The Columbia Center for Oral History is the oldest and largest organized oral history program in the world. Founded in 1948 by Pulitzer Prize winning historian Allan Nevins, the oral history collection now contains over 8,000 interviews, in audio, video and text formats, on a wide variety of subject…
Columbia Center for Oral History
A medley of voices from the archives of the Columbia Center for Oral History including segments from interviews with Bella Abzug, Gene Kelly, Learned Hand, Alice Paul, Bennet Cerf, Omar Bradley, Edward Koch, and Norman Thomas.
A medley of voices from the archives of the Columbia Center for Oral History including segments from interviews with Hubert H. Humphrey, James Cagney, Joan Ganz Cooney, Ralph Flanders, and Kitty Carlisle Hart.
American politician Abraham A. Ribicoff, in this 1993 interview, describes the events leading up to his famous impromptu speech at the 1968 Democratic National Convention condemning police assaults on anti-war protesters outside the convention center and convention delegates’ responses to it.
Aldino Feliciani describes his last meeting with anarchists Sacco and Vanzetti.
Former Black Panther leader Bobby Bowen, in a 1984 interview, recalls the first time he read the Autobiography of Malcolm X and explains the profound impact the book had upon him and others of his generation.
Fred Astaire, in this 1971 interview, recalls the making of the iconic scene in the film “Royal Wedding” in which he danced on the ceiling.
Segments from the first interviews undertaken by the Columbia Center for Oral History by founder Allen Nevins in 1949.
South African anti-apartheid activist Helen Suzman describes her first meeting with Nelson Mandela while he was a prisoner on Robben Island in this 1984 interview.
Actress Judith Anderson, interviewed in 1971 for an oral history project on the Hollywood film industry, recalls her misadventures shooting the film, “A Man Called Horse.”
Kenneth Lipper, former New York City Deputy Mayor, explained how an incident in a movie theater, not only illustrated Mayor Edward I. Koch’s personal style but also shed light on his tremendous success as a New York City politician. Interview Session: 1992
In a 1985 interview Mario Savio, American political activist and leader of the Berkeley Free Speech Movement, recalls the Freedom Summer of 1964 and his experience during the campaign to register black voters in rural Mississippi.
American Psychoanalyst Muriel Gardiner recalls an evening in 1938 when Nazi soldiers and sympathizers marched into Vienna.
In 1971 Arkansas Governor Orvil Faubus defended his record on Civil Rights and recounted a private meeting he had with President Dwight D. Eisenhower in the midst of Little Rock school desegregation in 1957.
Actress Nita Naldi, interviewed in 1959 for a project on the American Popular Arts, describes how she won the lead role in the iconic film “Blood and Sand.”
Supreme Court Justice Thurgood Marshall, in this 1977 interview conducted by Ed Edwin, recounts how he first learned of his appointment to the Supreme Court.
Joan Franklin interviews American poet, writer, critic and satirist Dorothy Parker in 1955 for the Popular Arts Project. In this excerpt Parker explained her move to Hollywood in the early 1930s and discussed the attraction to writing for film.
Joseph O'Neill, a medical student when AIDS first appeared in San Francisco in the early 1980s, became one of the nation’s first doctors to specialize in AIDS treatment. In this excerpt from his 1995 interview, O’Neill recalls the case that changed his life.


▸ **Task to complete**
Check each line of the material for "ceiling" and report how many lines have it, with nothing added.

[Start of section]

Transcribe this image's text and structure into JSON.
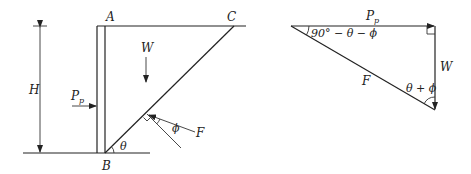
{
  "left_diagram": {
    "labels": {
      "A": "A",
      "B": "B",
      "C": "C",
      "H": "H",
      "W": "W",
      "Pp_main": "P",
      "Pp_sub": "p",
      "F": "F",
      "theta": "θ",
      "phi": "ϕ"
    }
  },
  "right_diagram": {
    "labels": {
      "Pp_main": "P",
      "Pp_sub": "p",
      "W": "W",
      "F": "F",
      "apex_angle": "90° − θ − ϕ",
      "bottom_angle": "θ + ϕ"
    }
  },
  "colors": {
    "stroke": "#222222",
    "background": "#ffffff"
  }
}
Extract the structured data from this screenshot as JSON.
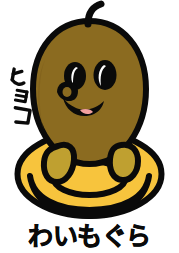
{
  "illustration": {
    "name": "waimogura-mascot",
    "background_color": "#FFFFFF",
    "outline_color": "#0A0A0A",
    "caption": "わいもぐら",
    "side_label": "ヒョコ",
    "side_label_characters": [
      "ヒ",
      "ョ",
      "コ"
    ],
    "side_label_orientation": "vertical",
    "caption_position": "bottom-center",
    "side_label_position": "left-middle"
  },
  "palette": {
    "body_brown": "#8B6B20",
    "body_brown_dark": "#7A5C1A",
    "ring_yellow": "#F7C43D",
    "ring_yellow_shadow": "#E8B32C",
    "paw_olive": "#BFA030",
    "eye_black": "#0A0A0A",
    "eye_highlight": "#FFFFFF",
    "tongue_pink": "#F2A0A0",
    "outline": "#0A0A0A",
    "background": "#FFFFFF"
  },
  "parts": {
    "sprout": "sprout-stem",
    "head_body": "mole-body",
    "eye_left": "left-eye",
    "eye_right": "right-eye",
    "snout": "snout-nose",
    "mouth": "smiling-mouth",
    "tongue": "tongue",
    "paw_left": "left-paw",
    "paw_right": "right-paw",
    "swim_ring": "swim-ring-float"
  },
  "labels": {
    "art_alt": "わいもぐら",
    "side_label_alt": "ヒョコ"
  }
}
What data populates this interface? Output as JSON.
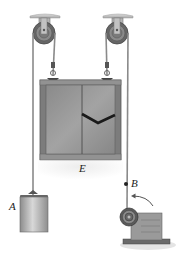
{
  "diagram": {
    "type": "pulley-system",
    "labels": {
      "box": "E",
      "block": "A",
      "point": "B"
    },
    "components": [
      {
        "name": "left-ceiling-pulley"
      },
      {
        "name": "right-ceiling-pulley"
      },
      {
        "name": "crate",
        "label": "E"
      },
      {
        "name": "counterweight-block",
        "label": "A"
      },
      {
        "name": "cable-point",
        "label": "B"
      },
      {
        "name": "motor-winch"
      }
    ],
    "colors": {
      "crate_fill": "#8f8f8f",
      "crate_frame": "#6e6e6e",
      "rope": "#8a8a8a",
      "pulley": "#5a5a5a",
      "block": "#b8b8b8",
      "ceiling": "#c8c8c8"
    }
  }
}
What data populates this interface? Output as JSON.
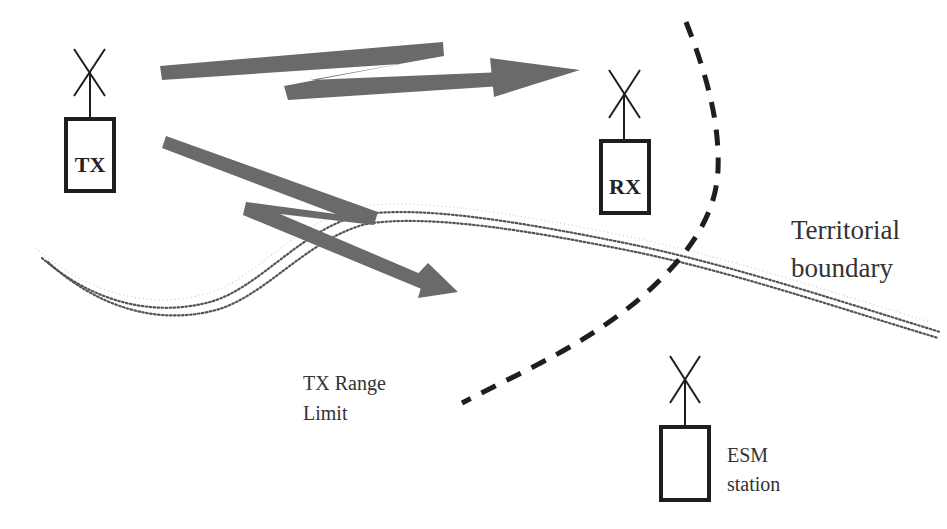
{
  "diagram": {
    "type": "radio-link-interception-scenario",
    "colors": {
      "arrow": "#6a6a6a",
      "outline": "#1e1e1e",
      "dashed_limit": "#1e1e1e",
      "boundary_dots": "#555555",
      "text": "#333333",
      "background": "#ffffff"
    },
    "nodes": {
      "tx": {
        "label": "TX",
        "role": "transmitter"
      },
      "rx": {
        "label": "RX",
        "role": "receiver"
      },
      "esm": {
        "label": "",
        "role": "ESM station"
      }
    },
    "annotations": {
      "territorial_boundary": {
        "line1": "Territorial",
        "line2": "boundary"
      },
      "tx_range_limit": {
        "line1": "TX Range",
        "line2": "Limit"
      },
      "esm_station": {
        "line1": "ESM",
        "line2": "station"
      }
    },
    "links": [
      {
        "from": "TX",
        "to": "RX",
        "style": "lightning-arrow",
        "label": ""
      },
      {
        "from": "TX",
        "to": "across territorial boundary",
        "style": "lightning-arrow",
        "label": ""
      }
    ],
    "lines": [
      {
        "name": "tx-range-limit",
        "style": "dashed"
      },
      {
        "name": "territorial-boundary",
        "style": "double-dotted"
      }
    ]
  }
}
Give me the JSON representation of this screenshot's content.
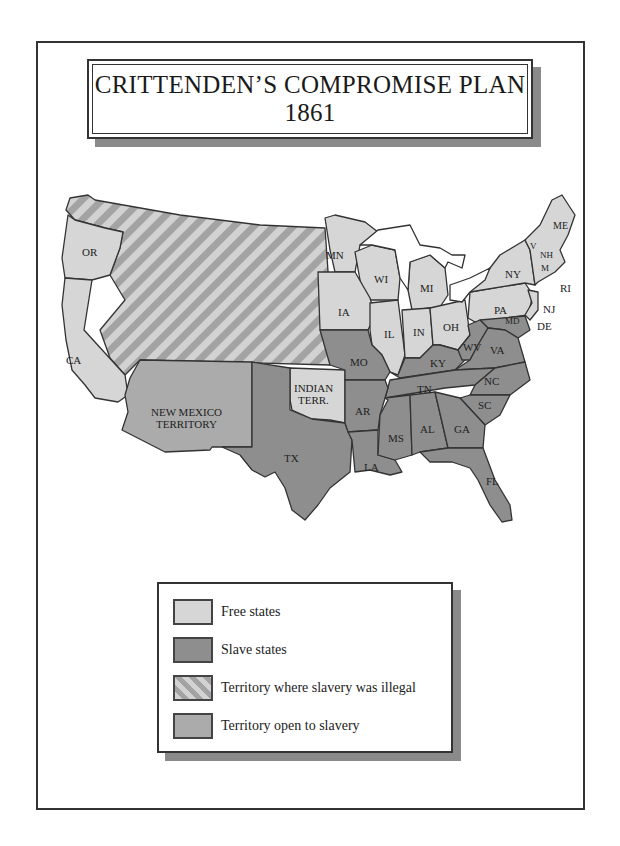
{
  "title": {
    "line1": "CRITTENDEN’S COMPROMISE  PLAN",
    "line2": "1861"
  },
  "colors": {
    "free_states": "#d6d6d6",
    "slave_states": "#8e8e8e",
    "territory_illegal_stripe_light": "#d2d2d2",
    "territory_illegal_stripe_dark": "#a3a3a3",
    "territory_open": "#ababab",
    "border": "#333333"
  },
  "map": {
    "labels": {
      "OR": "OR",
      "CA": "CA",
      "MN": "MN",
      "WI": "WI",
      "MI": "MI",
      "IA": "IA",
      "IL": "IL",
      "IN": "IN",
      "OH": "OH",
      "PA": "PA",
      "NY": "NY",
      "NJ": "NJ",
      "DE": "DE",
      "MD": "MD",
      "ME": "ME",
      "NH": "NH",
      "VT": "V",
      "MA": "M",
      "RI": "RI",
      "MO": "MO",
      "KY": "KY",
      "WV": "WV",
      "VA": "VA",
      "TN": "TN",
      "NC": "NC",
      "SC": "SC",
      "AR": "AR",
      "MS": "MS",
      "AL": "AL",
      "GA": "GA",
      "LA": "LA",
      "FL": "FL",
      "TX": "TX",
      "indian_terr_1": "INDIAN",
      "indian_terr_2": "TERR.",
      "nm_terr_1": "NEW MEXICO",
      "nm_terr_2": "TERRITORY"
    }
  },
  "legend": {
    "items": [
      {
        "label": "Free states",
        "pattern": "solid-light"
      },
      {
        "label": "Slave states",
        "pattern": "solid-dark"
      },
      {
        "label": "Territory where slavery was illegal",
        "pattern": "diagonal-stripes"
      },
      {
        "label": "Territory open to slavery",
        "pattern": "solid-medium"
      }
    ]
  }
}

[End of section]

▸ **Final answer**
3